The SMR's architecture is designed for precision and repeatability in testing. It allows test engineers to construct complex, edge-case scenarios that would be difficult or impossible to produce using standard network equipment. By decoupling the test stimulus (the modified SMS) from the commercial SMSC's normal behavior, the SMR provides a pure, instrumented environment for verifying UE protocol stack implementation. Its role is crucial for ensuring that UEs from different manufacturers interpret SMS parameters consistently and handle error conditions robustly, thereby guaranteeing interoperability and service reliability in live networks. Specification 36.509 details the precise requirements and behaviors expected of the SMR for LTE UE conformance testing.

Purpose & Motivation

The Short Message Relay (SMR) was created to address a specific gap in UE conformance testing methodology: the need for a controlled, deterministic, and flexible mechanism to test end-to-end SMS procedures between two UEs. Traditional SMS testing often relied on a commercial SMSC or a simple test SMSC, which lacked the fine-grained control needed to manipulate individual protocol fields on a per-message basis. This made it challenging to test how a UE would react to non-standard, erroneous, or specific combinations of SMS parameters—conditions that are essential to verify for robust implementation and interoperability.

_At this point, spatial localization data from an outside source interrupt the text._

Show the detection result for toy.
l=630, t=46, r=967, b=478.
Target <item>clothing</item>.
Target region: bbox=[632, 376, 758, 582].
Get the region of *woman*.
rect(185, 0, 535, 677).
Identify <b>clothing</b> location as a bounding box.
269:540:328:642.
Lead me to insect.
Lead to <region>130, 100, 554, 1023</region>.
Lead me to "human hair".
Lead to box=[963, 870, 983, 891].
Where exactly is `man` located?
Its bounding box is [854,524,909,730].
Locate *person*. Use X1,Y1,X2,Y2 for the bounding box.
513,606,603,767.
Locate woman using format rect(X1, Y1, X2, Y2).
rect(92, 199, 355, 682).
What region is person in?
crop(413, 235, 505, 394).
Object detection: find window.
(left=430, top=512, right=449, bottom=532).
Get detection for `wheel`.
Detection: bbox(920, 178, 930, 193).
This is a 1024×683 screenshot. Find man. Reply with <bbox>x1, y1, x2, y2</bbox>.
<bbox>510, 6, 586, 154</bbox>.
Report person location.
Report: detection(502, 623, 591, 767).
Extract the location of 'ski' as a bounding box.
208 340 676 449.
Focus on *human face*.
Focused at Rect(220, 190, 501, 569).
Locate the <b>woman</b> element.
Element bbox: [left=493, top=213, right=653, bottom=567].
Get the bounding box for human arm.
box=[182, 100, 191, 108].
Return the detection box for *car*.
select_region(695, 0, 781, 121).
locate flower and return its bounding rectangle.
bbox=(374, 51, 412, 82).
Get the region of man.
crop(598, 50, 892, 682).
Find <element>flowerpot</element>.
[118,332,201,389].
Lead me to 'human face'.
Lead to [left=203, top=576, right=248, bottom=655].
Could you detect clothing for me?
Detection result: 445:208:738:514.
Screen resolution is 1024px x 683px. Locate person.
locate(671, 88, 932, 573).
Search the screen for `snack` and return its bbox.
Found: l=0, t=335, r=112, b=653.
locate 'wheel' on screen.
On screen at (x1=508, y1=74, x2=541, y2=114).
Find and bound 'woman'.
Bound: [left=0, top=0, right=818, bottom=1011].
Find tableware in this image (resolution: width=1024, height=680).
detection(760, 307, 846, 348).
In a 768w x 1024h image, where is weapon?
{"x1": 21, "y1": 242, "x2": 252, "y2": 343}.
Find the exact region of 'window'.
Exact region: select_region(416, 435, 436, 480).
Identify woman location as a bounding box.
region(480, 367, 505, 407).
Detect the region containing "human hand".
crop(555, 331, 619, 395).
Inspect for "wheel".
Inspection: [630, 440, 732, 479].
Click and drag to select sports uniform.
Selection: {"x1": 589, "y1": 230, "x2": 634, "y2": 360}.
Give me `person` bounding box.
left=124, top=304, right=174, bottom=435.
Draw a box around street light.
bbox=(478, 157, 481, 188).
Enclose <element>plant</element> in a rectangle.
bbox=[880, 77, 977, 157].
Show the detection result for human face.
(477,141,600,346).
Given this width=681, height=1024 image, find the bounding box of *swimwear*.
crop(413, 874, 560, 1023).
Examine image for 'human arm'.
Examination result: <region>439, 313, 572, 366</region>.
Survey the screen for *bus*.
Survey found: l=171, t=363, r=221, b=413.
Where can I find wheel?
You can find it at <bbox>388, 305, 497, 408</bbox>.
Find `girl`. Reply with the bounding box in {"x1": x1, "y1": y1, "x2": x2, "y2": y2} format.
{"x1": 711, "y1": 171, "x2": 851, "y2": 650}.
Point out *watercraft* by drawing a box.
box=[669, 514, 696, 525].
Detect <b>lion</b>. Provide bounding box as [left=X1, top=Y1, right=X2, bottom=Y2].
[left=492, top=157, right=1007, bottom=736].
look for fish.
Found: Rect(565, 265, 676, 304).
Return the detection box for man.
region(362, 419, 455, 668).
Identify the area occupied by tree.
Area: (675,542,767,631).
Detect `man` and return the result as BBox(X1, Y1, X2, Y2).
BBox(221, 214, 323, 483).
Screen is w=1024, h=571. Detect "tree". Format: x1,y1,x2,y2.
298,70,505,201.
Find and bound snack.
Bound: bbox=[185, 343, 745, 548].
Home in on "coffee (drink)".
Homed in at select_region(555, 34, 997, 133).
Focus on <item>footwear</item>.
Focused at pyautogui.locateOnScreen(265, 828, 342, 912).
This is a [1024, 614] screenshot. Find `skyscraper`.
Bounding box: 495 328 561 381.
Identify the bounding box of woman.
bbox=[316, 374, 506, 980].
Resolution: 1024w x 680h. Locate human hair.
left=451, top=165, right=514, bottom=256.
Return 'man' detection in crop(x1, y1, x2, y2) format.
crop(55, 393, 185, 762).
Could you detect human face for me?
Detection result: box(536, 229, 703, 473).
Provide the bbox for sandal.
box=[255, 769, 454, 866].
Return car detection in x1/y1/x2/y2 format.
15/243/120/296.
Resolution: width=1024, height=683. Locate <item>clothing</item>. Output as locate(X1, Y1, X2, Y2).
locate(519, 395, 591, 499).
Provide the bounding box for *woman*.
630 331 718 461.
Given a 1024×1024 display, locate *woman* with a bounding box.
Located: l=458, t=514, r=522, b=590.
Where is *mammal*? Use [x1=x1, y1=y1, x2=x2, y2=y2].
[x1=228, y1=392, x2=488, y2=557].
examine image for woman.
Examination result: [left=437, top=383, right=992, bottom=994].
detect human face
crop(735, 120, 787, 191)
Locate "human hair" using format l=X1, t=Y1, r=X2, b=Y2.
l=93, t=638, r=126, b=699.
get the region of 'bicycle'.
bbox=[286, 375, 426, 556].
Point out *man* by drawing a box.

As SMS evolved with new features and coding schemes (like UCS-2 for Unicode, class-based messaging, or status report requests), the protocol complexity increased. Ensuring that every UE correctly generated, parsed, and responded to all valid and invalid message formats became a critical quality assurance task for manufacturers and certification bodies. The SMR provides a dedicated tool within the test system to generate these precise test conditions. It solves the problem of test reproducibility by allowing the exact same modified message to be relayed repeatedly, which is vital for debugging and certification.

Furthermore, the SMR supports testing in isolated laboratory environments without requiring a connection to a live operator SMSC. This is essential for pre-certification testing conducted by UE manufacturers. By simulating the role of the network in the SMS delivery path, the SMR enables comprehensive testing of the UE's SMS layer implementation against 3GPP TS 24.011 and related specifications. Its introduction standardized what was previously often an ad-hoc, vendor-specific test setup, leading to more consistent and reliable UE testing outcomes across the industry.

Key Features

  • Acts as a programmable intermediary for UE-to-UE SMS in conformance test systems
  • Can modify specific SMS TP (Transfer Protocol) layer parameters (e.g., TP-PID, TP-DCS, addresses) under test control
  • Supports the creation of test cases for both normal and abnormal SMS procedures
  • Enables testing of UE behavior in response to manipulated or erroneous message content
  • Provides a deterministic and repeatable test environment isolated from commercial SMSCs
  • Detailed requirements and behaviors specified in 3GPP test specs (e.g., 36.509 for LTE)

Evolution Across Releases

Rel-13 Initial

Introduced as a defined test system entity for LTE UE conformance testing. The initial architecture positioned the SMR within the test system to relay and manipulate SMS messages between UEs for the purpose of validating protocol implementation, particularly for SMS over NAS in LTE.